You might even recall that, in 2014 the Afrobeats star D’banj made headlines when he presented his own Koko Garri, pitching the lowly food item the same way you might try to sell, say, a brand of cornflakes.

Unlike D’banj, however, Mr Apoeso didn’t start selling garri to capitalise on a well-known name; he has only become famous because he sold garri in a certain way.

The story of how he got to this point is a bit of a long story but the short version is that between 2010 and 2012, while studying at the Osun State University, Apoeso sourced and sold good quality garri to friends.

He said he did it “just for fun.” Then, after completing his degree in computer science in 2013, a friend asked why he’d stopped the business. This friend, as Apoeso recalled, “told me he loved the way I went about it.”

Inspired, and because he had nothing else going on, he went back to the garri trade. But rather than stick to that one thing, he thought, why not expand? So, he created 0965foods, a foodstuff delivery service. “To my utmost surprise,” said Apoeso, “my clients kept calling me to supply more garri than other foodstuffs, so I decided to carve a niche around garri.”
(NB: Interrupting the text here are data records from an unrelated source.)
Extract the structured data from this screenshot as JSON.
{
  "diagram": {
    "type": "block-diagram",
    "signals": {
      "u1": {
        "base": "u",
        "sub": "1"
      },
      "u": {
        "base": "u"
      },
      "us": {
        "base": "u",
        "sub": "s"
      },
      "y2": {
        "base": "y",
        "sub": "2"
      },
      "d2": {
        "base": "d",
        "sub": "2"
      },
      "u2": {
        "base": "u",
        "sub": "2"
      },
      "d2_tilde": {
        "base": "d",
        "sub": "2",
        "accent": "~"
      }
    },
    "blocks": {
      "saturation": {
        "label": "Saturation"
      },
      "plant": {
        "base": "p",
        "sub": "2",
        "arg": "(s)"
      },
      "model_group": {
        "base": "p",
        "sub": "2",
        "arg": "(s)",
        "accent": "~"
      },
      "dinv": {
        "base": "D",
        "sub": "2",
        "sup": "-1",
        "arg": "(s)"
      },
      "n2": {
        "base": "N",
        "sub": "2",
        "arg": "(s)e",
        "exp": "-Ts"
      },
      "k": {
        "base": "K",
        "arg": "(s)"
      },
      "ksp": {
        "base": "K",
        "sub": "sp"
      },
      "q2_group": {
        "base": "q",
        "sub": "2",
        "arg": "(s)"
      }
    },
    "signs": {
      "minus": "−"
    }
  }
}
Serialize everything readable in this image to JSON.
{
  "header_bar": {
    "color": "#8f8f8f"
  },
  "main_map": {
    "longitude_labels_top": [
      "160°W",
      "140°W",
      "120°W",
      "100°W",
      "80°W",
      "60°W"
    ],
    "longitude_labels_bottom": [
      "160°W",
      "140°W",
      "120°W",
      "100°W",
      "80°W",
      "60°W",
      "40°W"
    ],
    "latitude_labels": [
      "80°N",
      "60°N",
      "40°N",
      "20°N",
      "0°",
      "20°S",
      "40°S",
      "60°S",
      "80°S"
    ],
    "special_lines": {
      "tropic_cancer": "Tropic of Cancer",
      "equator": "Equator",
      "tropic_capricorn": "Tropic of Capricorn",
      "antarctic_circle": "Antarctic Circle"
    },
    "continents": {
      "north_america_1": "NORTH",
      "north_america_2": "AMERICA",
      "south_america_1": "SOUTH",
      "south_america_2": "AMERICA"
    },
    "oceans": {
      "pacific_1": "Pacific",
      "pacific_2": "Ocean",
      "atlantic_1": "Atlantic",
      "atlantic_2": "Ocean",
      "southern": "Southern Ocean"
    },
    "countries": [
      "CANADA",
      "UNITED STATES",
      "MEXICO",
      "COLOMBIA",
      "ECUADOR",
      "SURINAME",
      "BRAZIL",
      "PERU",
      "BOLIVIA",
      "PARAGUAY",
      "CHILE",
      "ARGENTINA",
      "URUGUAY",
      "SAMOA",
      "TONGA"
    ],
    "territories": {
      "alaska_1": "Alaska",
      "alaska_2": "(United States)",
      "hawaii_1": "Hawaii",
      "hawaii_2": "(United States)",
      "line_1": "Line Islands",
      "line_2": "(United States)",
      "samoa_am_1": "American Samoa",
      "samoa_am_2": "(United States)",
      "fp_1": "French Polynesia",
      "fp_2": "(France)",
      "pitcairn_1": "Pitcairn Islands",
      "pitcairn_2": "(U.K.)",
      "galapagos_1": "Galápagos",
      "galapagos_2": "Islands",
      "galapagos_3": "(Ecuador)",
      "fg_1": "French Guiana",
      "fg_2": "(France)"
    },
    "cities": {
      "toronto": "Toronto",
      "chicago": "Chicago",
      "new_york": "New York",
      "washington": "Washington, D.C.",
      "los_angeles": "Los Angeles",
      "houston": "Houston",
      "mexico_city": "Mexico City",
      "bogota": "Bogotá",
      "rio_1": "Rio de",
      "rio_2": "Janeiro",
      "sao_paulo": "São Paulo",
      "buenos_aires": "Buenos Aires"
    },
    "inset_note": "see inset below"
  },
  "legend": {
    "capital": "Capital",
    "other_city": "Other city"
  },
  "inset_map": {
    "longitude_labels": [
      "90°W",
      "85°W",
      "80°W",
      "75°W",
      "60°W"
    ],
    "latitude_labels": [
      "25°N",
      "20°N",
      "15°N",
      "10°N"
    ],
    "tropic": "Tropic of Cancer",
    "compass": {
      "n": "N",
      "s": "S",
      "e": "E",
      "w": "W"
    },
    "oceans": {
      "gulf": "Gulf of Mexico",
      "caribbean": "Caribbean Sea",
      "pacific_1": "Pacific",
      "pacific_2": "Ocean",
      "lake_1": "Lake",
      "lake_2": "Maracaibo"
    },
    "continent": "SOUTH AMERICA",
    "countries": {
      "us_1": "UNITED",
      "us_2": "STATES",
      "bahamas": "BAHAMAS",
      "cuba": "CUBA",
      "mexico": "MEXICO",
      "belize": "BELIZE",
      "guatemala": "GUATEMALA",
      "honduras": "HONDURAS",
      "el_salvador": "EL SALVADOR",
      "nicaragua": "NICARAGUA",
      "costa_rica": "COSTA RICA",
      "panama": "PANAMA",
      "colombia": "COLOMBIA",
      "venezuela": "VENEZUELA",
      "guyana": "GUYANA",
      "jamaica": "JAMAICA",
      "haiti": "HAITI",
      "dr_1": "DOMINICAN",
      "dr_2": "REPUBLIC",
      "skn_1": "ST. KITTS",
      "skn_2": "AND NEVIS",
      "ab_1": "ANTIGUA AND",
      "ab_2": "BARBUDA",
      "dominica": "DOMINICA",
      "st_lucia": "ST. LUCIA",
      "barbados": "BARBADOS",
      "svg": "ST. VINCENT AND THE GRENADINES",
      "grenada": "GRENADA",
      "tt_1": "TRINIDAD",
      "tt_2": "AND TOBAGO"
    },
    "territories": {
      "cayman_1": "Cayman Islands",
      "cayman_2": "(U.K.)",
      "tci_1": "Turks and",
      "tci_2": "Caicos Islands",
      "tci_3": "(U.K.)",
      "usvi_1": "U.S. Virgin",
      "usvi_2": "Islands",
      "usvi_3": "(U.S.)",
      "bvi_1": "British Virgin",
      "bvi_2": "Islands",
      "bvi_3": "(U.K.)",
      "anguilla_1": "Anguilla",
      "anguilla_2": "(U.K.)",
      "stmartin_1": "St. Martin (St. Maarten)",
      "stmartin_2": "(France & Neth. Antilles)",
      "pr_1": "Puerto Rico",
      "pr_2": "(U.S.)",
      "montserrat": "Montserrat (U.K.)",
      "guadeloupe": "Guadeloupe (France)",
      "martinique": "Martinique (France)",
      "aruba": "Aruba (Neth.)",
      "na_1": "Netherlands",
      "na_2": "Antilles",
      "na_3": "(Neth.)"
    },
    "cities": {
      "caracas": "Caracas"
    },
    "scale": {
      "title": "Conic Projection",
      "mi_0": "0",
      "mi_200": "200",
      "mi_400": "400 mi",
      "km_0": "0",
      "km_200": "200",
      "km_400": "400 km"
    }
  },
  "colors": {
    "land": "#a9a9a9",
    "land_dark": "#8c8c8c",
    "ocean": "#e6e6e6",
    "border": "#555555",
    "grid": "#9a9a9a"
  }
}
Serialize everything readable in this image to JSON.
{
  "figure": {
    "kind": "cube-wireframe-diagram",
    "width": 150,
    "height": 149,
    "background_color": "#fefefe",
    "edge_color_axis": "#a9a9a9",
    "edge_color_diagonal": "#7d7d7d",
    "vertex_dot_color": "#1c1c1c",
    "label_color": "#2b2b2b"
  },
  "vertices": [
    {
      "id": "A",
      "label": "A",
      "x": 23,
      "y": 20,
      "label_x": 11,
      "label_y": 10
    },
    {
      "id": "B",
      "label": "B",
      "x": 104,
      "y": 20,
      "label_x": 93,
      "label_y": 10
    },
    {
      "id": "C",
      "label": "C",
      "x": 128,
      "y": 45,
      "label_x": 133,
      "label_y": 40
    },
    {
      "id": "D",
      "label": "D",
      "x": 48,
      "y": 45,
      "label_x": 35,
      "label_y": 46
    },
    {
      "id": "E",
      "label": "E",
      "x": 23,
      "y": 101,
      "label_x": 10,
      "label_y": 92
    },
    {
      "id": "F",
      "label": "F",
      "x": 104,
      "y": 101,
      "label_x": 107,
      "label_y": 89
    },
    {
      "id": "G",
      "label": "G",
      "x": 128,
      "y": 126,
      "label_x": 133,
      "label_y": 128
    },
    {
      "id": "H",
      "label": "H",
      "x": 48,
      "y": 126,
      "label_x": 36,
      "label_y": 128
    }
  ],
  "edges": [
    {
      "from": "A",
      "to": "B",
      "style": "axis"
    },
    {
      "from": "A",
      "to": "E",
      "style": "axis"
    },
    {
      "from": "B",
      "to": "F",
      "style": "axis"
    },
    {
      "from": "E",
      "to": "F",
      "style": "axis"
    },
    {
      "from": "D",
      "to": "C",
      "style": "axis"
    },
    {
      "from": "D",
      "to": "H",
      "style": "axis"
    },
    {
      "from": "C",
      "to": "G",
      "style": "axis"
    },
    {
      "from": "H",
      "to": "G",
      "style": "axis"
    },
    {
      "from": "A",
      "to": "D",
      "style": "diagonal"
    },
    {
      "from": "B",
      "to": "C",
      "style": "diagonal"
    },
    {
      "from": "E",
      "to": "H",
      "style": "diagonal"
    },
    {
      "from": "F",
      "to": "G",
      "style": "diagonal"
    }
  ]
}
The way he’s gone about it, as that friend had noticed, appears to have made all the difference. There may indeed be other young people—some of them college graduates—who also deal in garri, but none has made such a hit of it as The Garri Guy has.

Was Garri ever cool, though? No. It was the thing to which students returned in the final weeks of the semester, after the good stuff—the biscuits, noodles, and rice—had been exhausted, when the cash had been spent, too. Now, surprise-surprise, garri-at-a-party is what the cool kids are gleefully tweeting about.

He’s said he’s motivated by “originality, passion, and [a belief in] God.” Failure is only a speedbump on the road to high achievement, he added. “There is no gain without pain, everybody loves cake but they have forgotten so quick it was subjected to severe heat before it came out beautiful. Look at the prize ahead, not the obstacle.”

That said, if you compare garri to other business ventures that currently catch the fancy of millennials and Gen Z, garri still isn’t that trendy. Place running an on-demand garri business besides being a social media consultant, app developer, photographer, or music producer and any of the other choices would trump garri. Heck, how do you even scale such an enterprise, they might ask. How do you bring tech into it?

Good questions, actually. But to steadily observe The Garri Guy is to see that he’s been figuring out the answers and consistently growing. For now, perhaps he can revel in his current personal achievement, which is that he’s helped to make a previously snubbed part of the culture, the latest talk of the town.